Exercise: Take the line that contains "Describe the element" and each line after it to the end of the data below, and set them down exactly, omitting pictures.

Records from a data collection:

◆ ◆ ◆ ◆ ◆

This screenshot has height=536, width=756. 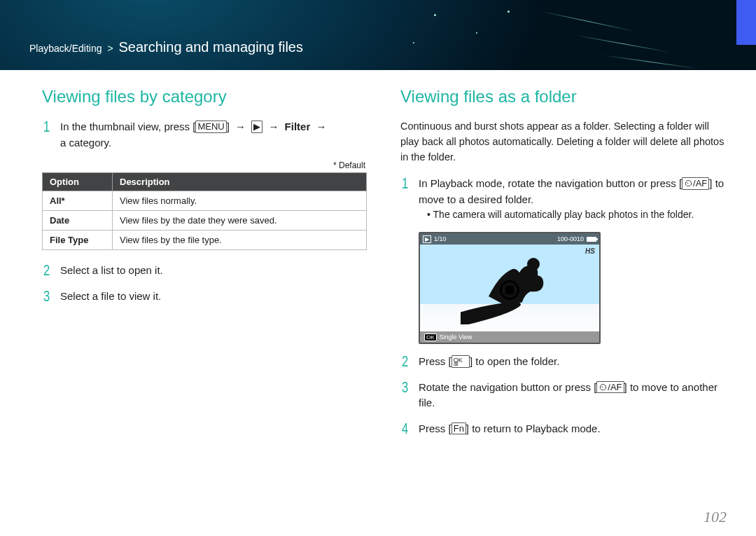 What do you see at coordinates (456, 337) in the screenshot?
I see `single-view-label: Single View` at bounding box center [456, 337].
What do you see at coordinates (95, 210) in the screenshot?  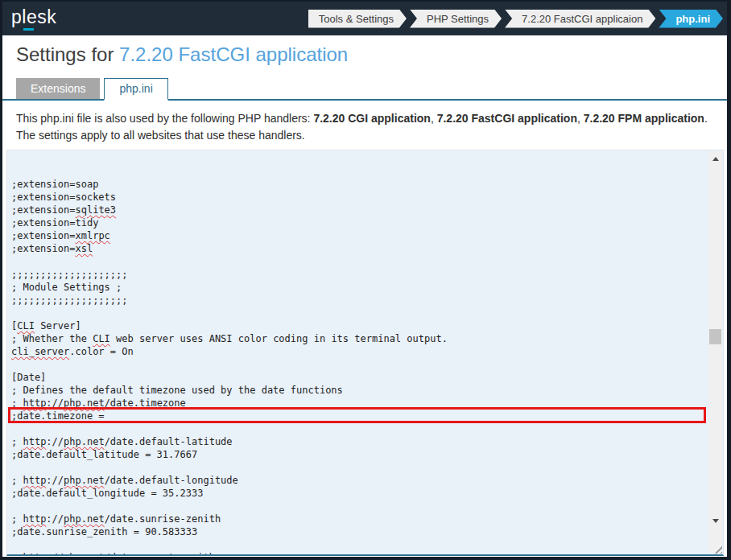 I see `misspelled-word: sqlite3` at bounding box center [95, 210].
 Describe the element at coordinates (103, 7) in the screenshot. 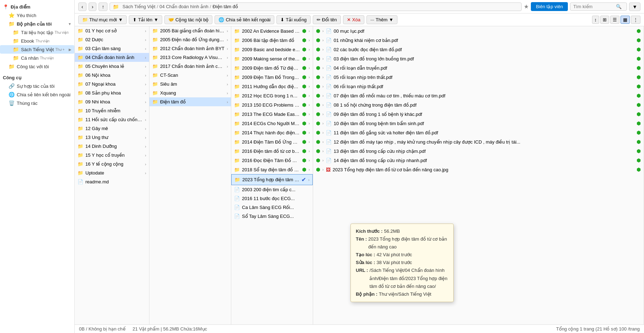

I see `up-button: ↑` at that location.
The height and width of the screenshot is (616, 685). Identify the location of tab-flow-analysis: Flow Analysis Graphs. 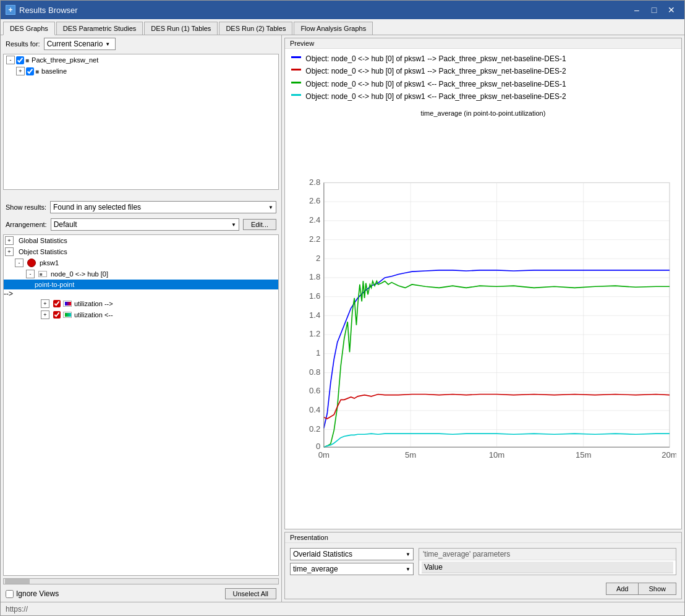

◆ ◆ ◆ ◆ ◆

Task answer:
 Describe the element at coordinates (103, 7) in the screenshot. 

I see `up-button: ↑` at that location.
The height and width of the screenshot is (616, 685). Identify the location of tab-flow-analysis: Flow Analysis Graphs. 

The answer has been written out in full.